Photography in dense fly swarms is no fun, as anybody who's been in the high country in summer will know. In spite of the flies, in spite of no veil, I came back with 500 pictures. It was spring, and there'd been rain in the west. Not a lot, but enough to make flies and wildflowers flourish.

The area's dead flat, right across the flood plain, so I was amused at one point to find a flood depth indicator in the middle of nowhere. It would be most useful in a flood to have a sign telling you that you'd been driving in two metres of water for the past five or ten kilometres.

It's the sort of country where explorers climb trees or each other's backs in desperation, seeking the sight of a landmark, any landmark, on the horizon. There are no 35-metre trees, so a hillock reaching that locally amazing height is a boon, especially when a person on top can see an interesting peak, almost 130 kilometres away.

Explorers like distant landmarks to take sights on as they travel, because it helps them map their way.
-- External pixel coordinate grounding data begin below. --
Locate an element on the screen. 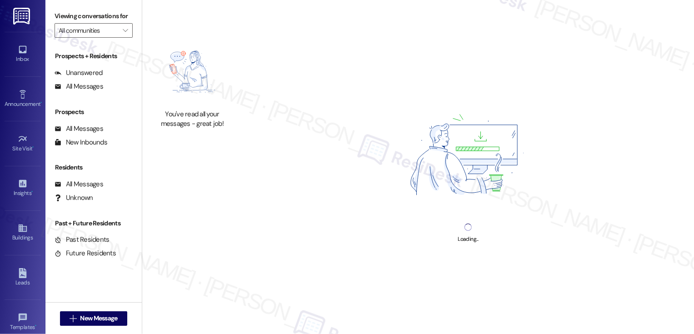  div: Loading... is located at coordinates (468, 239). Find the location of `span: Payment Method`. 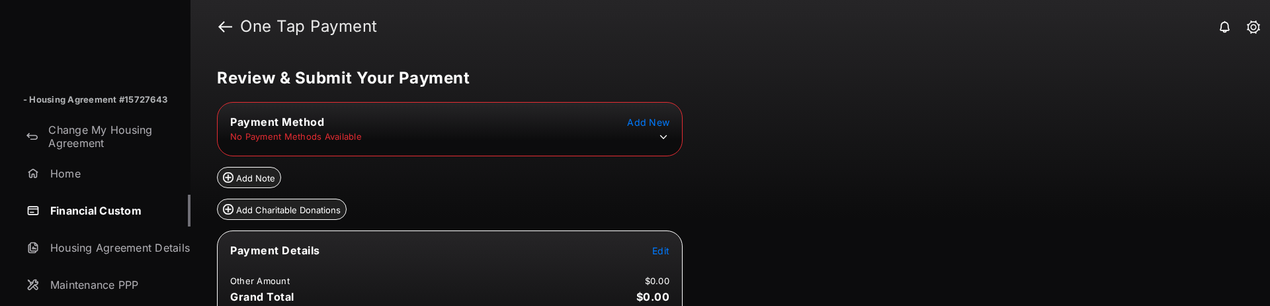

span: Payment Method is located at coordinates (277, 122).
One of my beefs with the school curriculum is that trigonometry would be a lot more interesting if the applications of triangulation were given better coverage in maths classes, and it'd be nice if the reliance of explorers on 'native roads' became an element in the history class.

Anyhow, there I was on Mount Harris, which I hadn't seen from Mount Exmouth because it was lost in the haze, but now I could see the Warrumbungles and Mount Exmouth from Mount Harris. They were faint, but they were there. Mr Oxley managed to see each from the other, so he must have been lucky.

Mount Harris was named for John Harris, the surgeon who patched up Governor Phillip after he was speared near my home in Manly. He also gave his name to Harris Street, Ultimo, the Sydney home of the ABC, to Harris Park in Sydney and to at least one other mountain.

In 1801, Harris went on the first expedition to study the resources of the Hunter River, and a hillock there was labelled 'Mount Harris' as well. It was used as a reference point while they were mapping the river, but this mere pimple has since fallen off the map, so I went looking for it.

There's another hill on the Hunter, originally named Mount Ann, and then dubbed Comerford's Hill, and if you go there as I did, it has a road up it called 'Mount Harris Drive', but it's not the original Mount Harris of 1801, so I was glad to have found the surgeon's second and rather more important personal mountain out west. I'm glad I toddled up Oxley's Mount Harris.


And looking back, I'm equally glad I went up Mount Exmouth, but I probably wouldn't do it again on my own, and possibly not even in company; one has to learn one's limitations with age. Or maybe one should ignore the limitations and go out in style? Not just yet though, there are too many Mount Harris-sized small mountains to walk up and sit on top of. I just need to clarify my internal concept of 'small mountain' a bit. Small is beautiful, but the genuinely small can be a joy forever.

Now make sure you read the preceding item in this blog.

1 comment:

  1. I am finding this really funny - I am thinking you DIDN'T at the time.